▶ [HOW TO COMPLETE THIS TASK] Keep the pictures out. Restate the entries below word for word.
+ + + + + + +
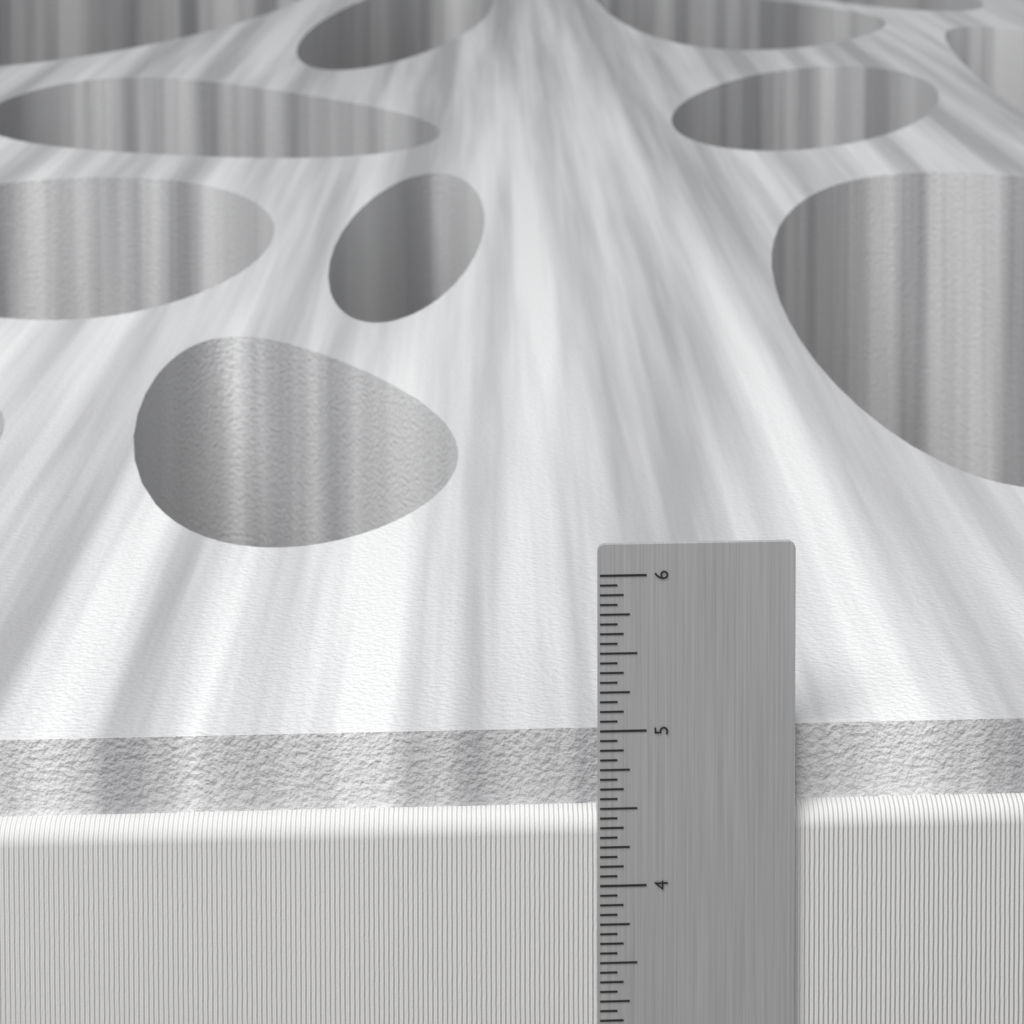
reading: 4.9375 in
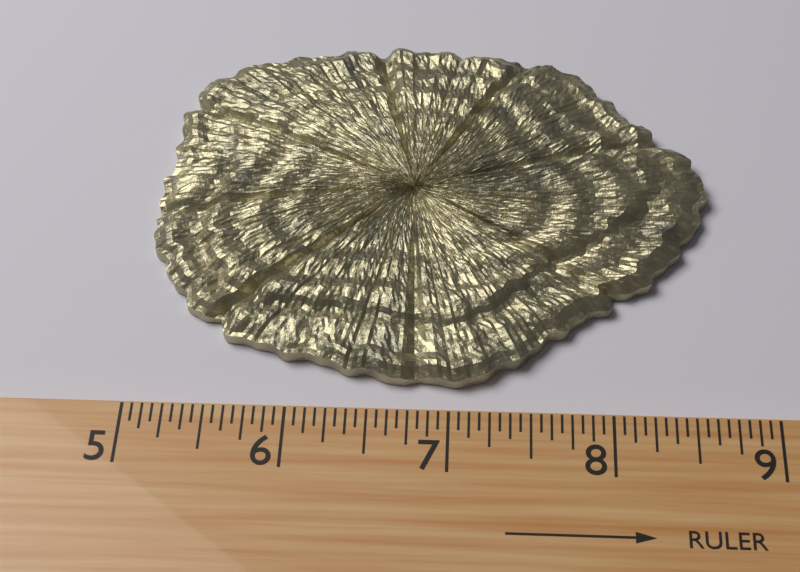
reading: 8.6875 (no unit)
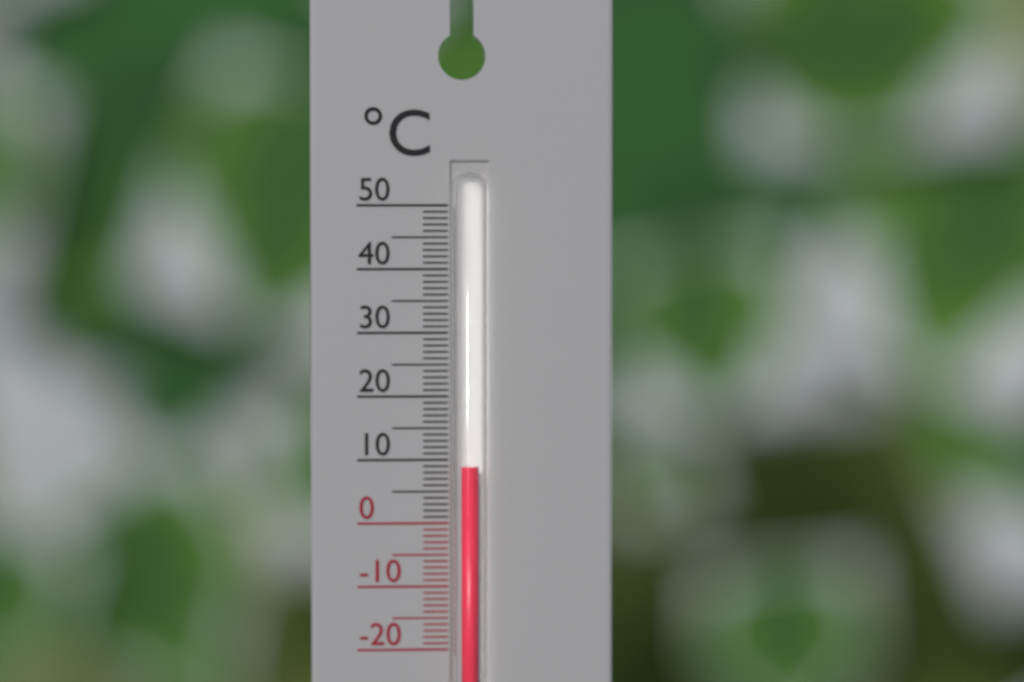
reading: 9 °C
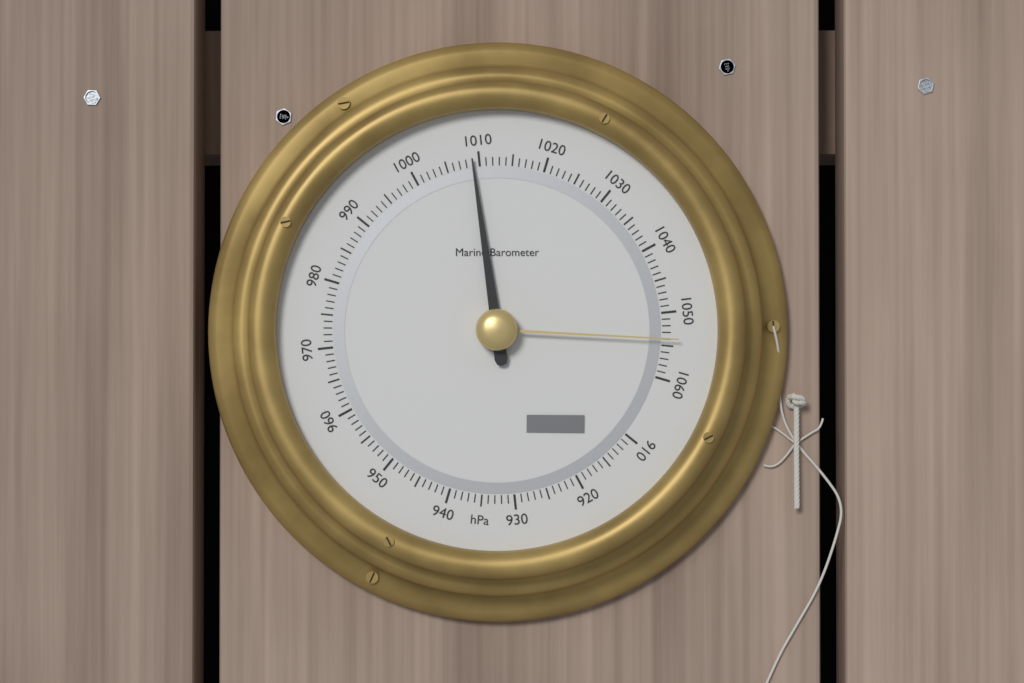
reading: 1009 hPa
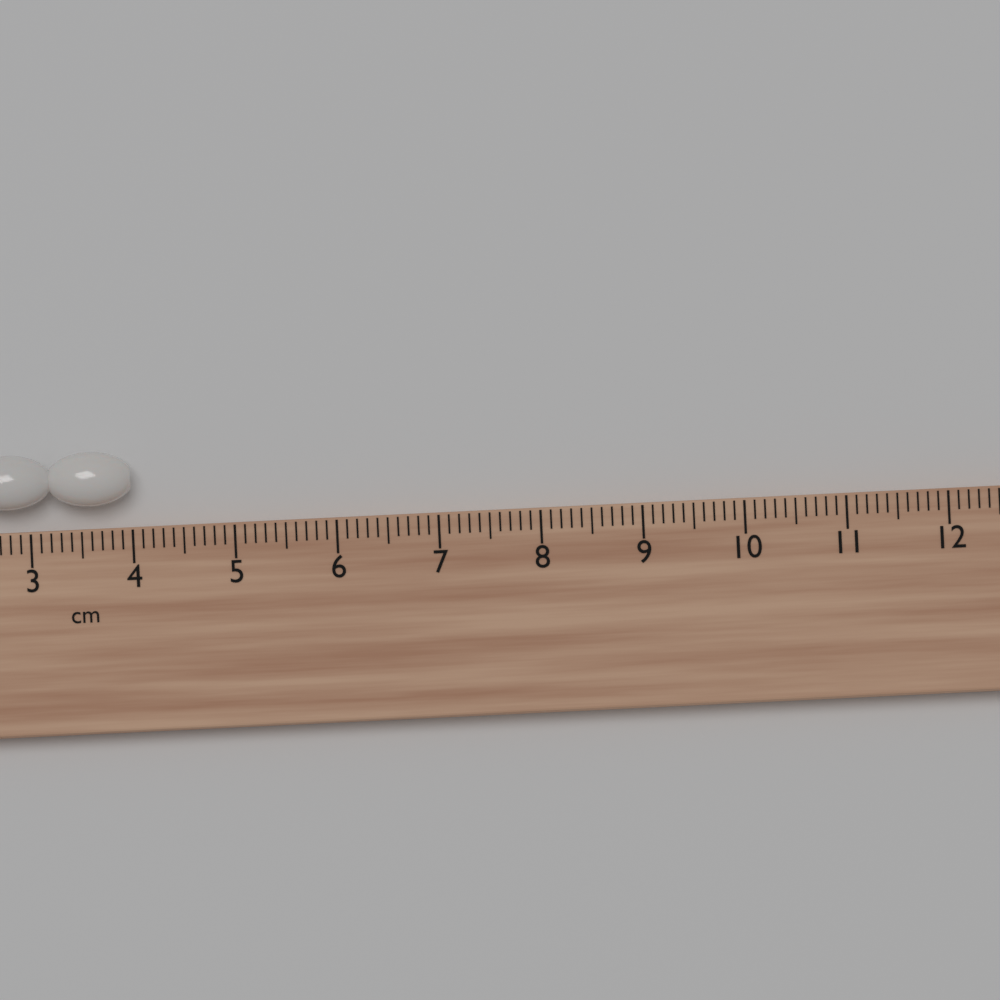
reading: 4.0 cm
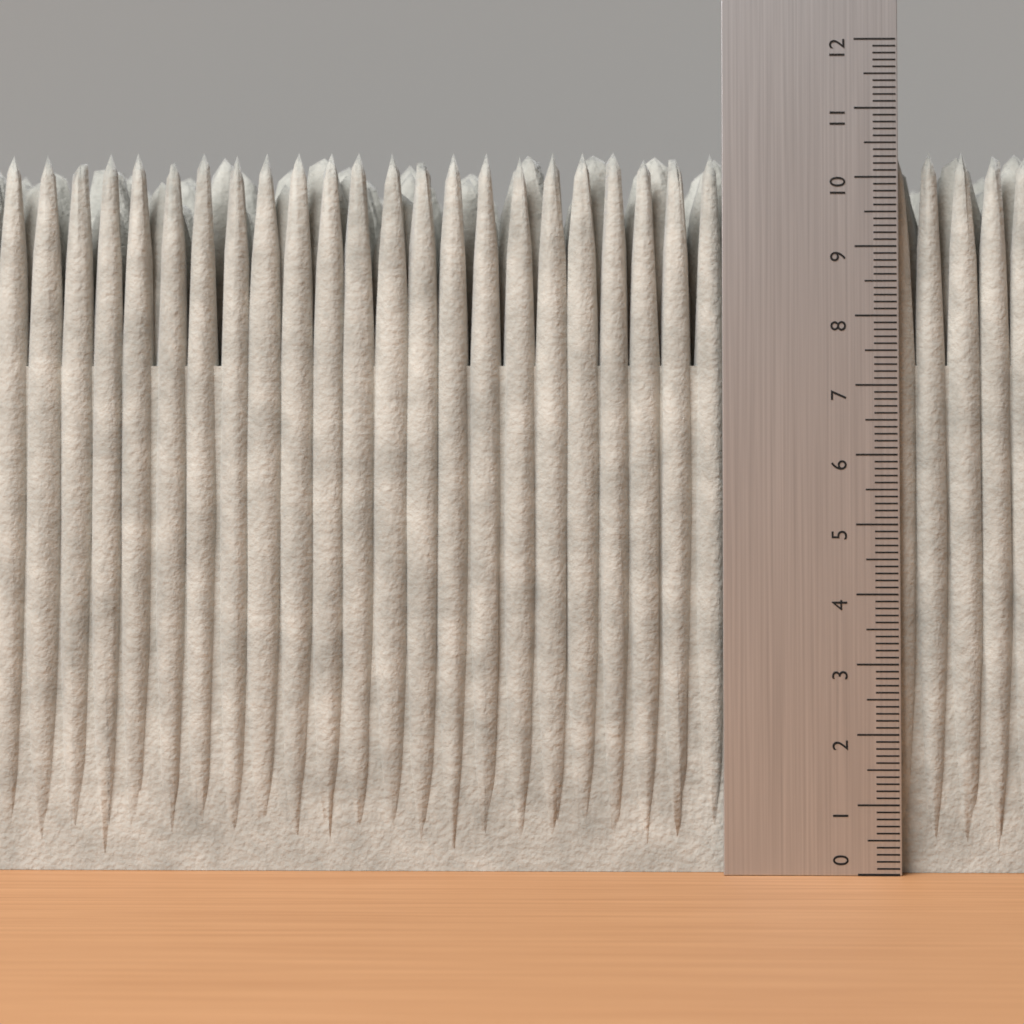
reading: 10.4 (no unit)
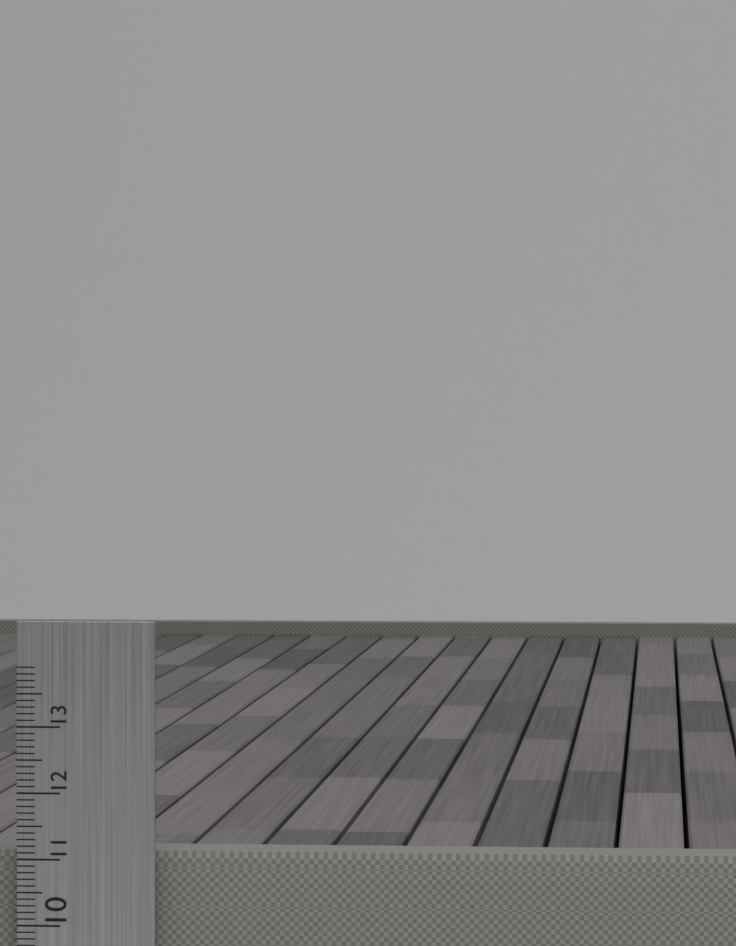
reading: 11.1 cm
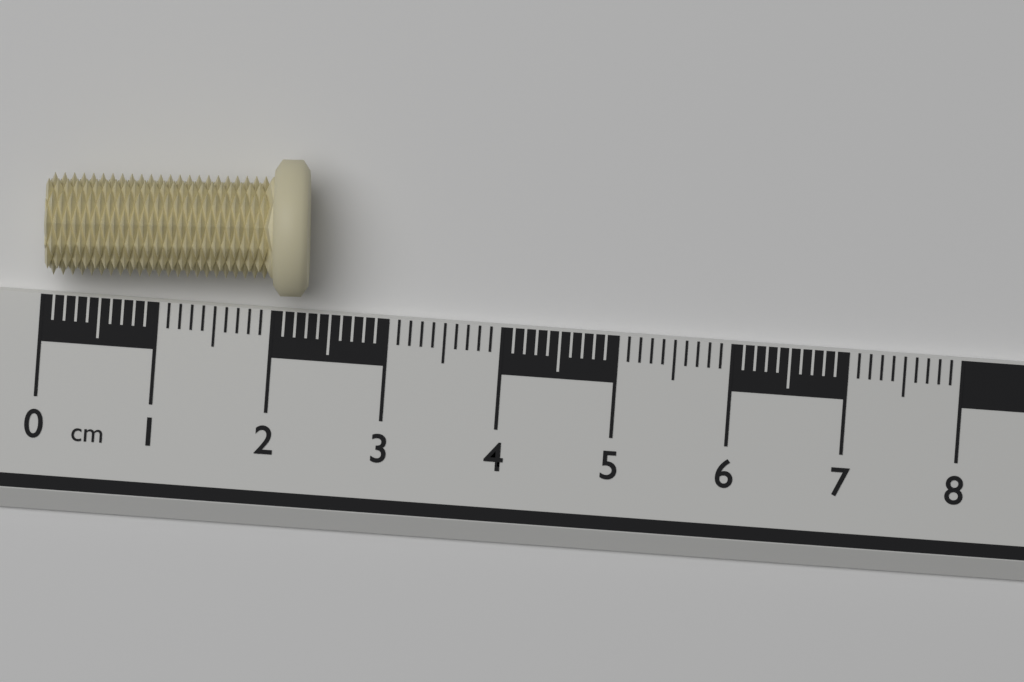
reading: 2.3 cm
+ + + + + + +
▶ [WRITTEN RESPONSE]
reading: 4.9375 in
reading: 8.6875 (no unit)
reading: 9 °C
reading: 1009 hPa
reading: 4.0 cm
reading: 10.4 (no unit)
reading: 11.1 cm
reading: 2.3 cm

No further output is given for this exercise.